**What needs to be done**: Copy only the lines from the one containing "reading: 17.5 psi" through the final line of the records below, exactly as written, with no pictures.

Records from a dataset:
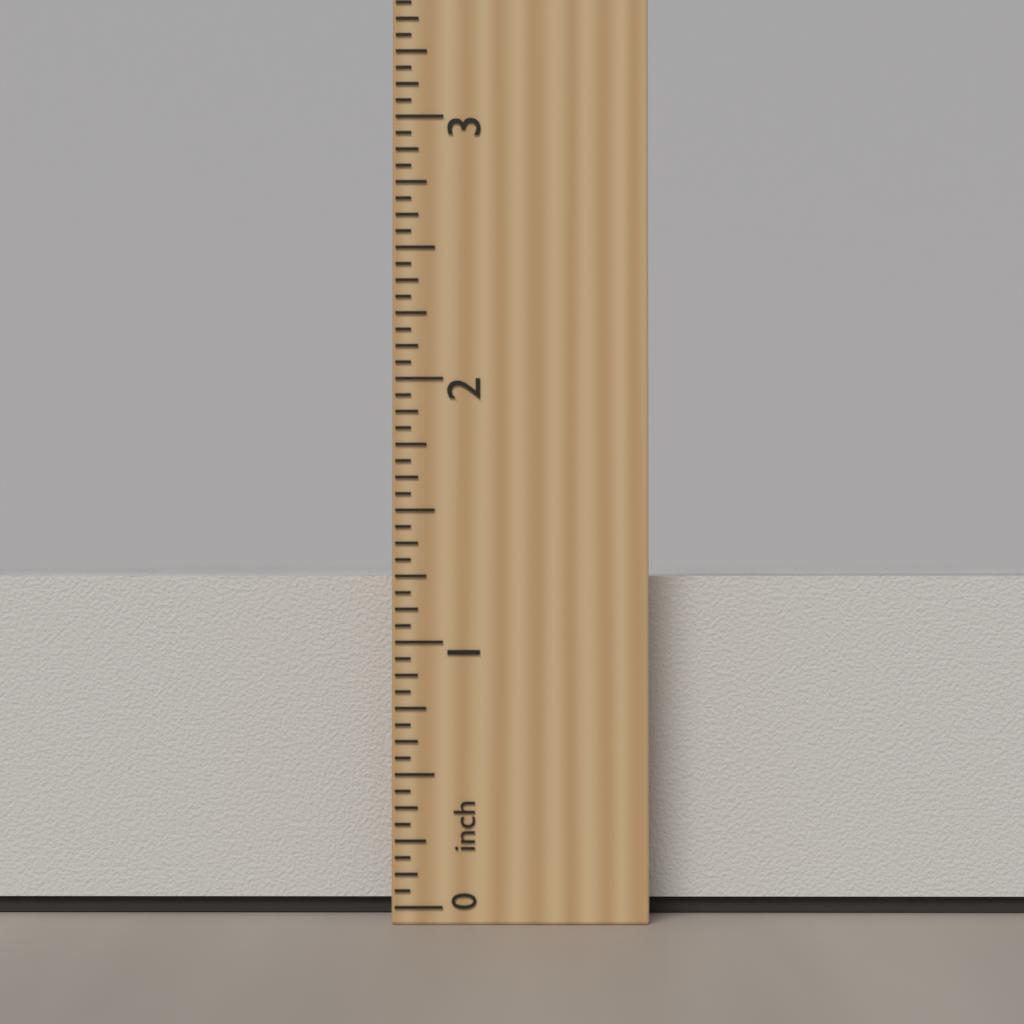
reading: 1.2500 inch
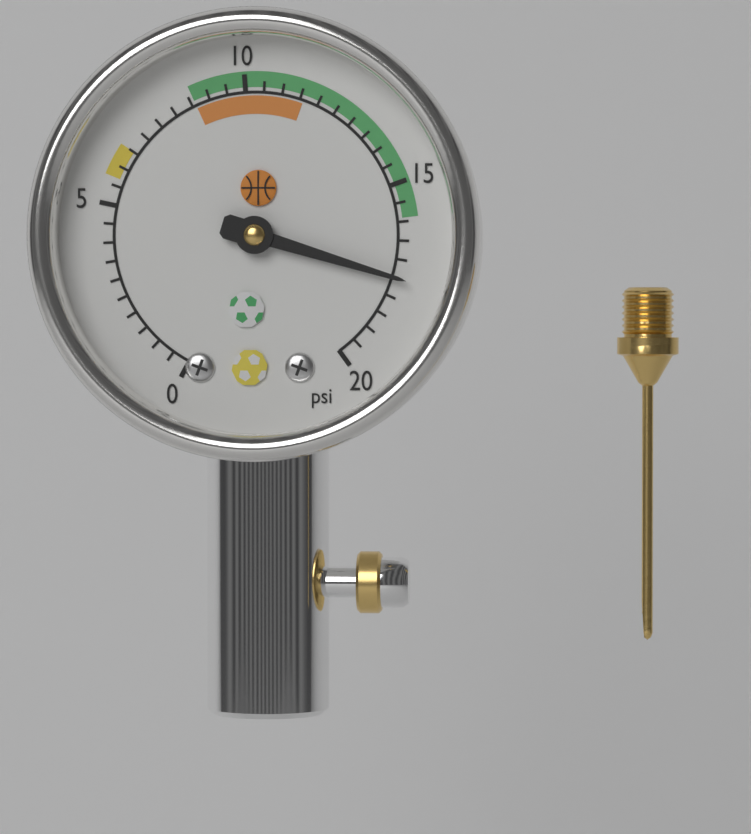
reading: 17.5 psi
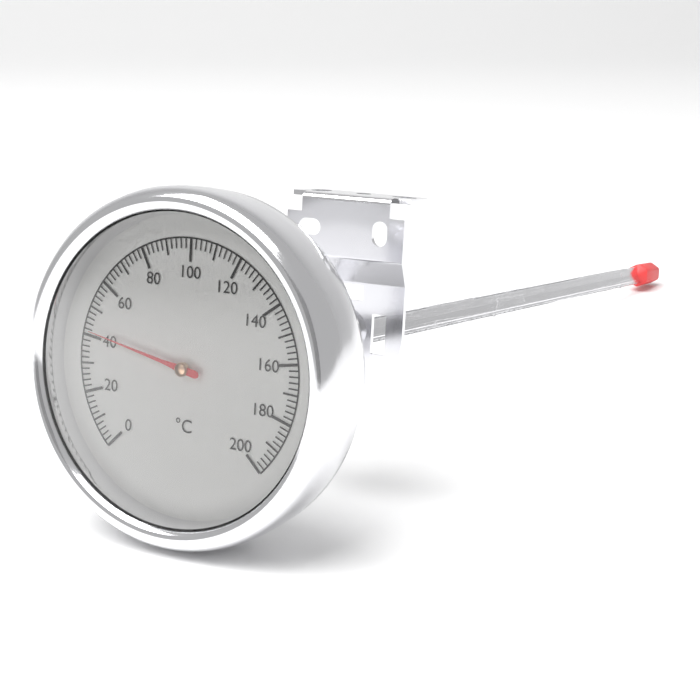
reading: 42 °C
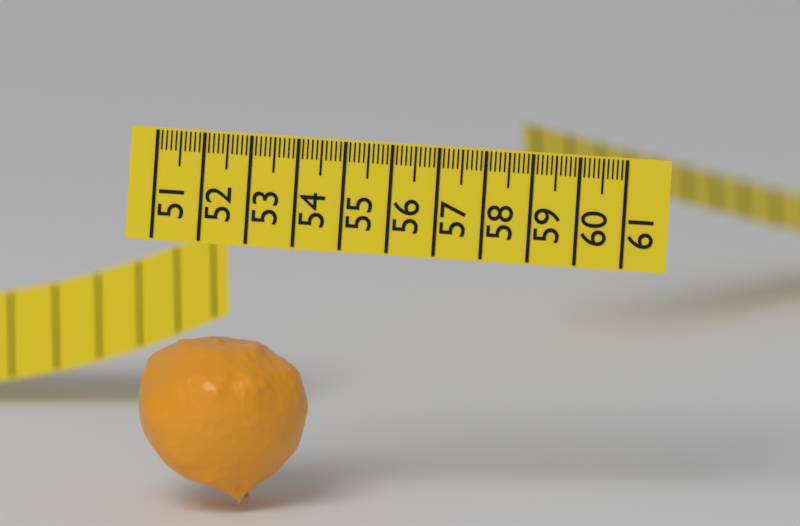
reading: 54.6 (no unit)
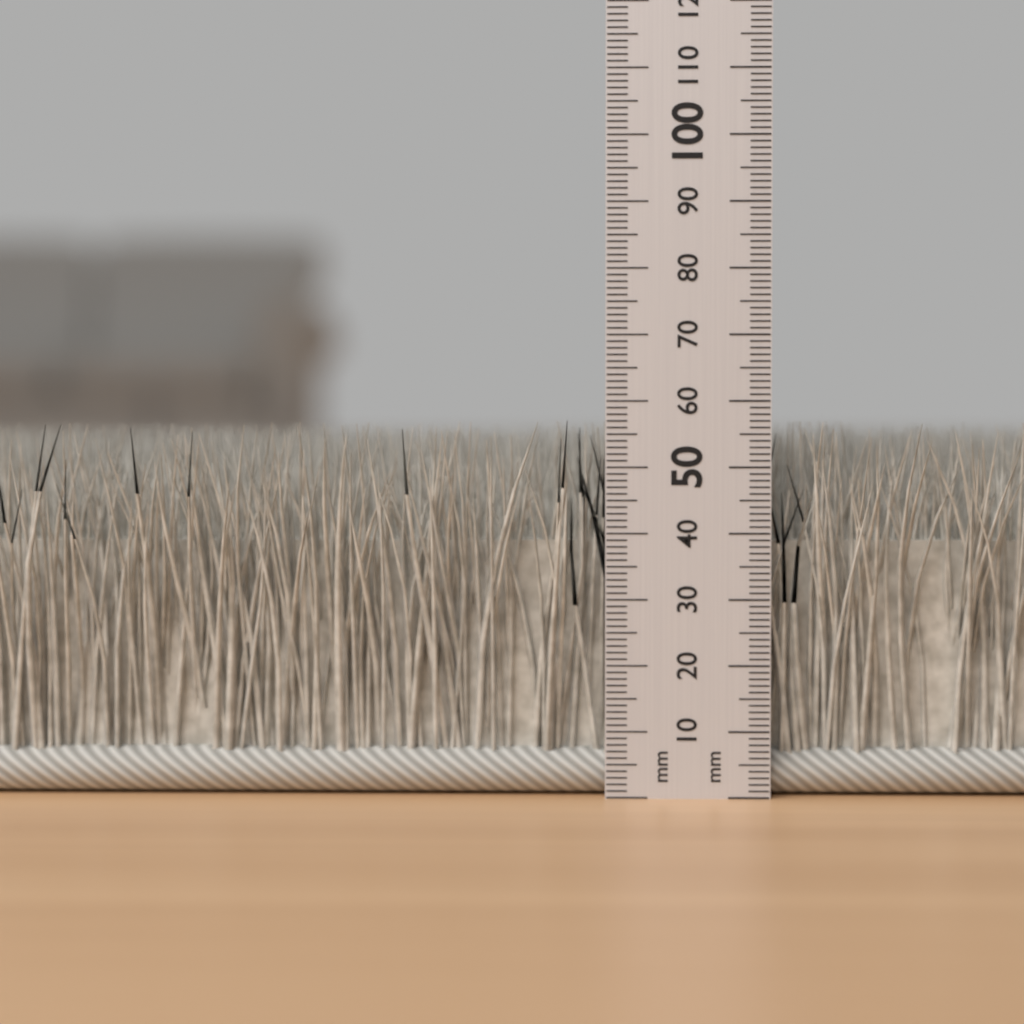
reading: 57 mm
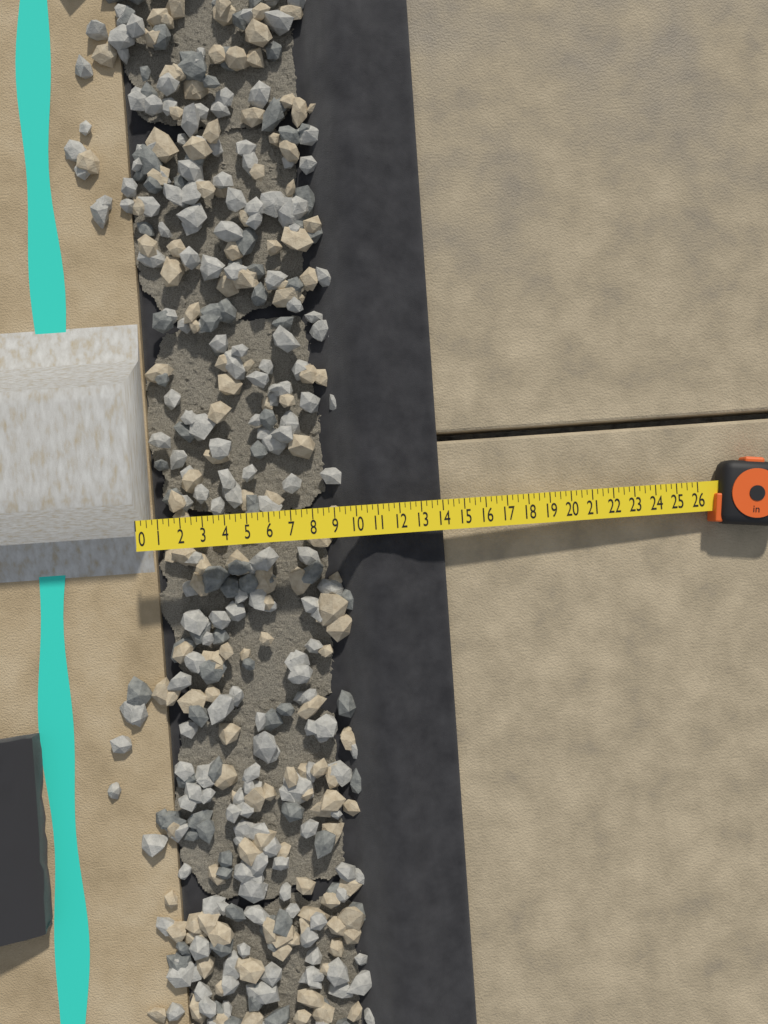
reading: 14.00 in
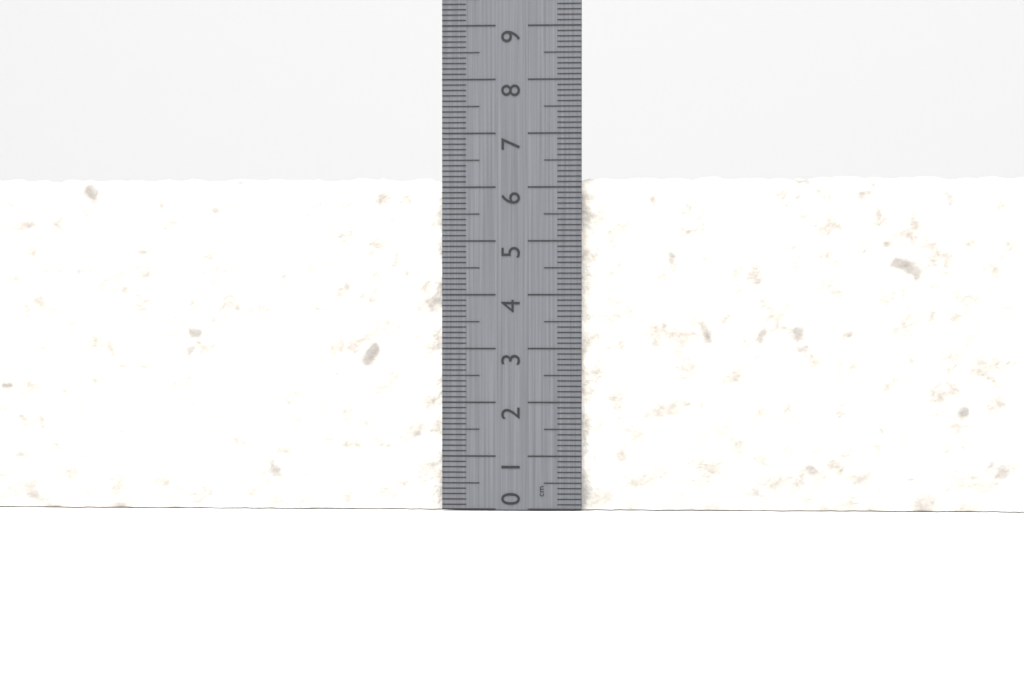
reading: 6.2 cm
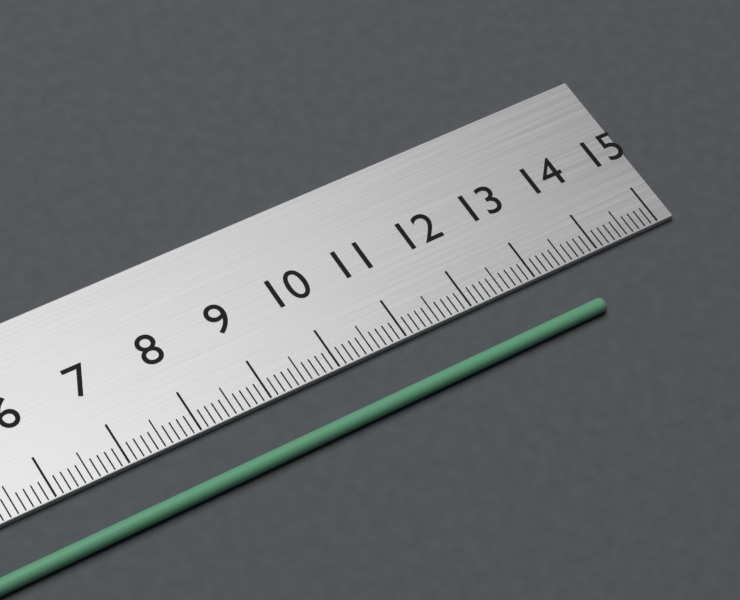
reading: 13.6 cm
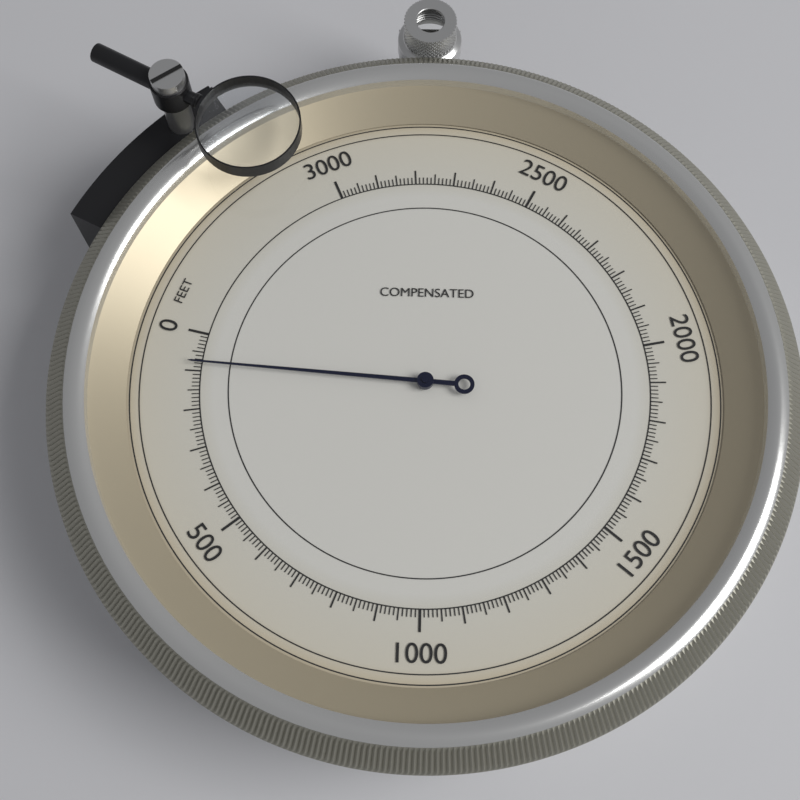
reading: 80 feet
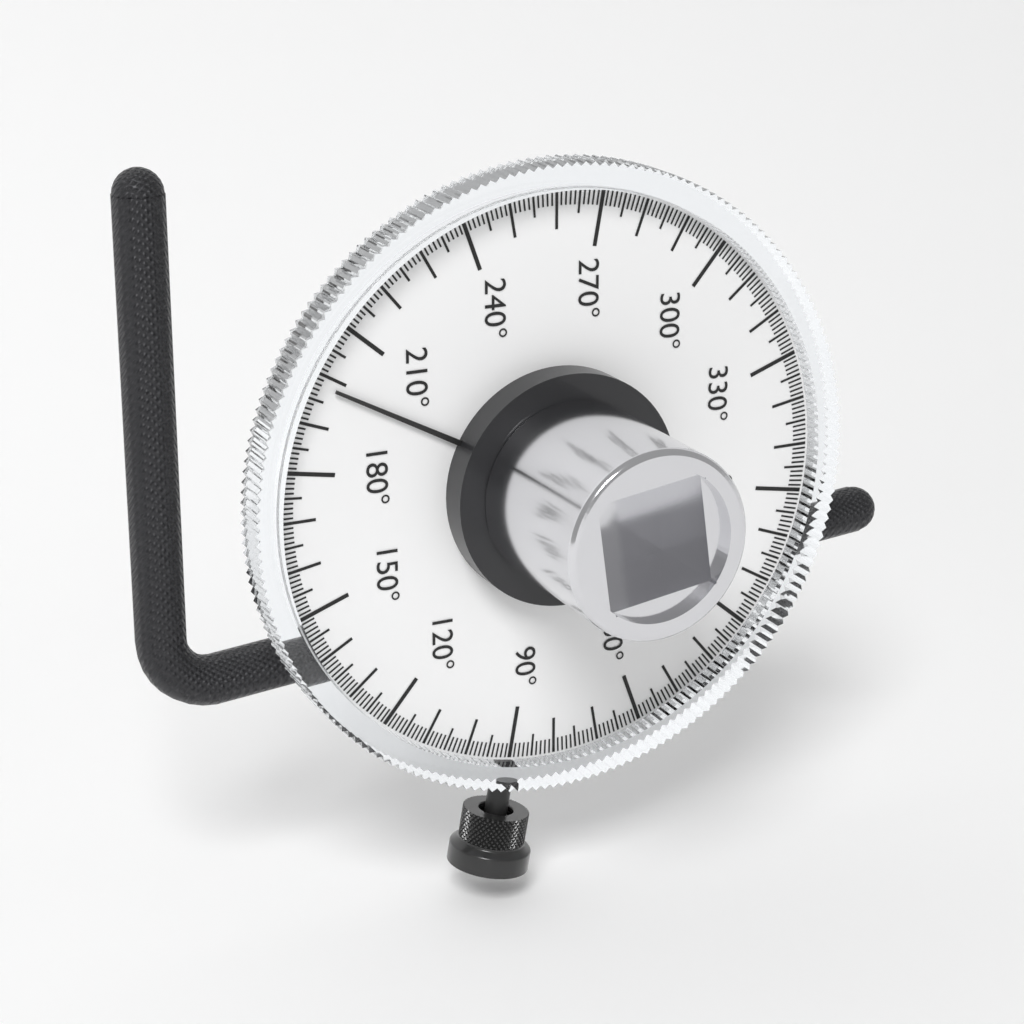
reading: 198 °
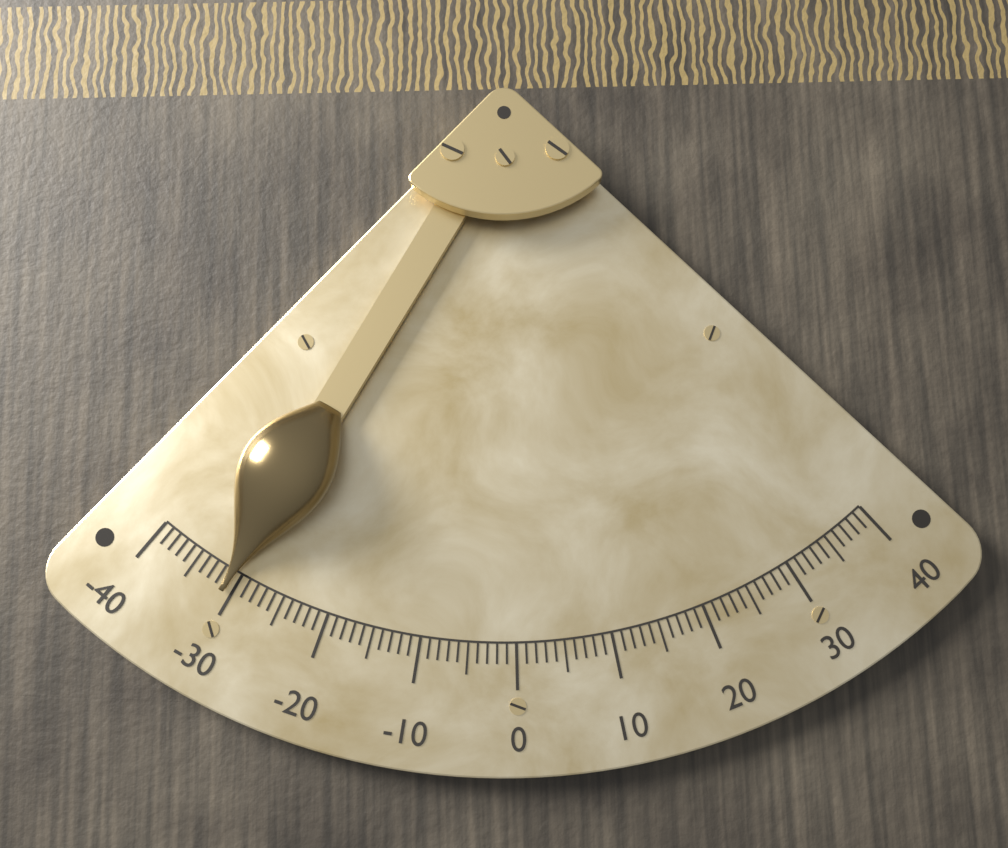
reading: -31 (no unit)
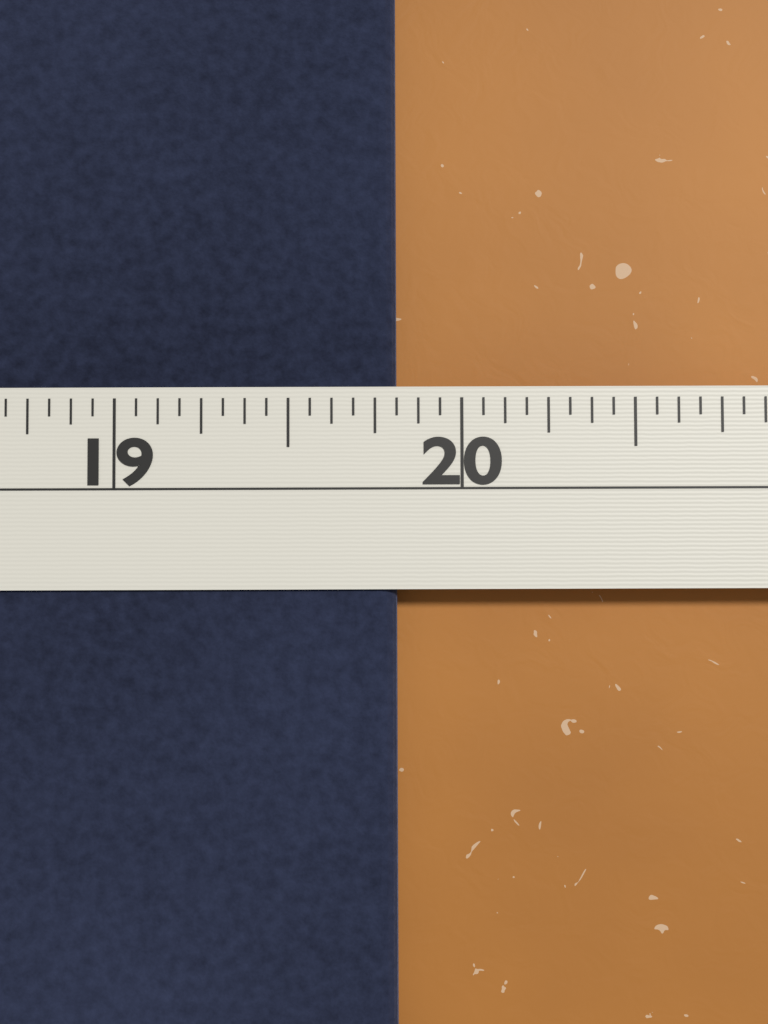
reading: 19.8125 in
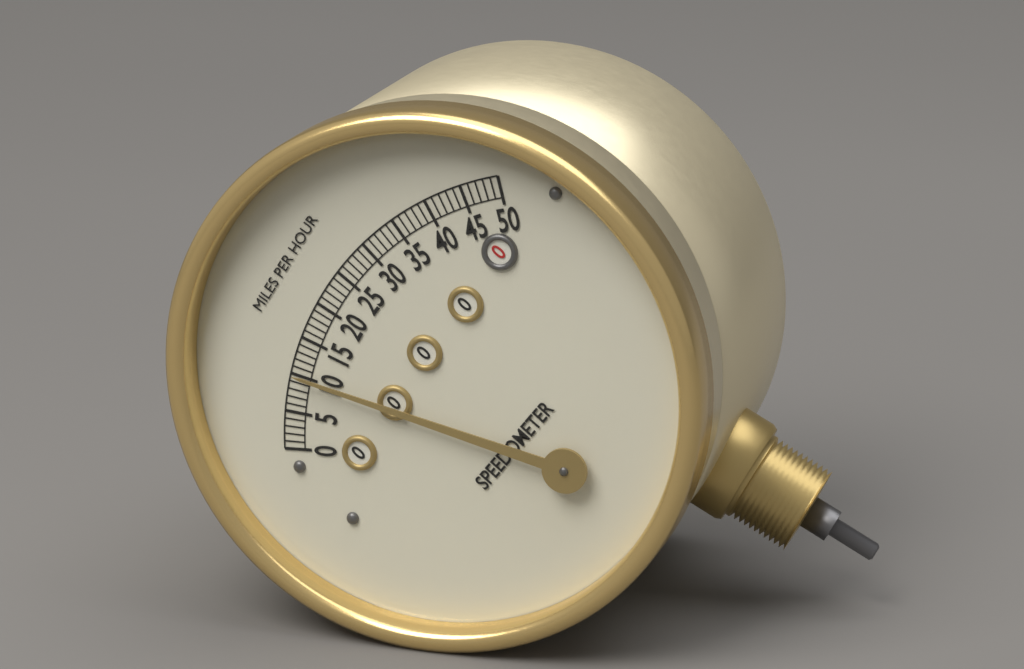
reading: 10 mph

**Solution to this exercise**:
reading: 17.5 psi
reading: 42 °C
reading: 54.6 (no unit)
reading: 57 mm
reading: 14.00 in
reading: 6.2 cm
reading: 13.6 cm
reading: 80 feet
reading: 198 °
reading: -31 (no unit)
reading: 19.8125 in
reading: 10 mph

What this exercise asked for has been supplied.